J. S. Bach, Suites for Solo Cello, P. Pandolfo (viola da gamba) (2001) C. F. Abel, Music from the Drexel Manuscript, P. Pandolfo (viola da gamba) (2009) |
Paolo Pandolfo, a leading performer on the viola da gamba in our time, reunited the two composers by playing some of their music -- both featured on recordings he has released on the Glossa label -- at the Library of Congress free concert series on Saturday afternoon. I have been keenly following Pandolfo's visits to the Washington era since a 2006 concert at Dumbarton Oaks, where I was sitting so close to the performer that I could read the music on his stand. There is no better way to appreciate this most intimate of instruments, an experience that the warm acoustic of the Coolidge Auditorium also afforded. Pandolfo's recording of his viola da gamba adaptation of Bach's solo cello suites is not as far-fetched as one might suspect, since Bach may have written the pieces for Abel the elder, who played both cello and viola da gamba.
Truth be told, some of the suites work better on the gamba than others. The G major suite (No. 1, BWV 1007), played first, did not always sit easy, with uncomfortable high notes at the end of the Allemande and some technical struggles in the complex Gigue. Still, the gamba's flexibility and greater number of strings allow a player like Pandolfo to give a sense of improvisatory freedom to the work, keeping the pulse of the Prelude and the Allemande very free and even improvising a brief intonatio to the suite. The second suite was the C minor (No. 5, BWV 1011), which concluded the recital, and it worked much better on the viol. Pandolfo made good use of the bold, resonating strings for the low notes that punctuate the prelude, with a crisp, well-delineated articulation of the tangle of voices in the fugal section. The spidery runs, very soft, possible on the instrument served the chipper gavottes well, taken here in strict meter, especially the flowing triplets of Gavotte II.
Joan Reinthaler, Viola da gambist Paolo Pandolfo at the Library of Congress (Washington Post, January 30) |
Paolo Pandolfo joins members of the Smithsonian Chamber Music Society -- Marc Destrube (violin) and Kenneth Slowik (harpsichord) -- for a concert this Sunday (February 5, 7:30 pm) at the National Museum of American History, a program of music by Rameau with a lecture introduction beginning at 6:30 pm.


■ Your task: In the records below, find each line holding the word "epithelium" and copy it.

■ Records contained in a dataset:
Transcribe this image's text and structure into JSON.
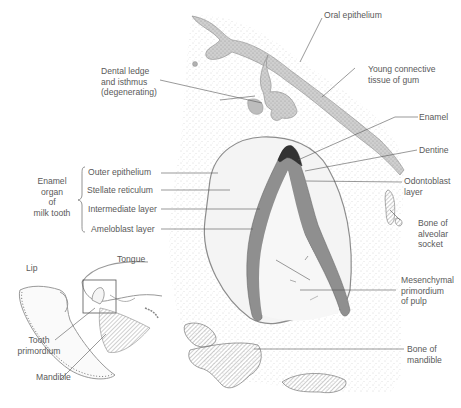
{
  "figure": {
    "labels": {
      "oral_epithelium": "Oral epithelium",
      "dental_ledge": [
        "Dental ledge",
        "and isthmus",
        "(degenerating)"
      ],
      "young_connective": [
        "Young connective",
        "tissue of gum"
      ],
      "enamel": "Enamel",
      "dentine": "Dentine",
      "odontoblast": [
        "Odontoblast",
        "layer"
      ],
      "bone_alveolar": [
        "Bone of",
        "alveolar",
        "socket"
      ],
      "mesenchymal": [
        "Mesenchymal",
        "primordium",
        "of pulp"
      ],
      "bone_mandible": [
        "Bone of",
        "mandible"
      ],
      "enamel_organ": [
        "Enamel",
        "organ",
        "of",
        "milk tooth"
      ],
      "outer_epithelium": "Outer epithelium",
      "stellate_reticulum": "Stellate reticulum",
      "intermediate_layer": "Intermediate layer",
      "ameloblast_layer": "Ameloblast layer"
    },
    "inset": {
      "lip": "Lip",
      "tongue": "Tongue",
      "tooth_primordium": [
        "Tooth",
        "primordium"
      ],
      "mandible": "Mandible"
    },
    "colors": {
      "ink": "#555555",
      "tissue": "#efefef",
      "epithelium": "#b9b9b9",
      "background": "#ffffff"
    }
  }
}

■ Solution to the exercise:
      "oral_epithelium": "Oral epithelium",
      "outer_epithelium": "Outer epithelium",
      "epithelium": "#b9b9b9",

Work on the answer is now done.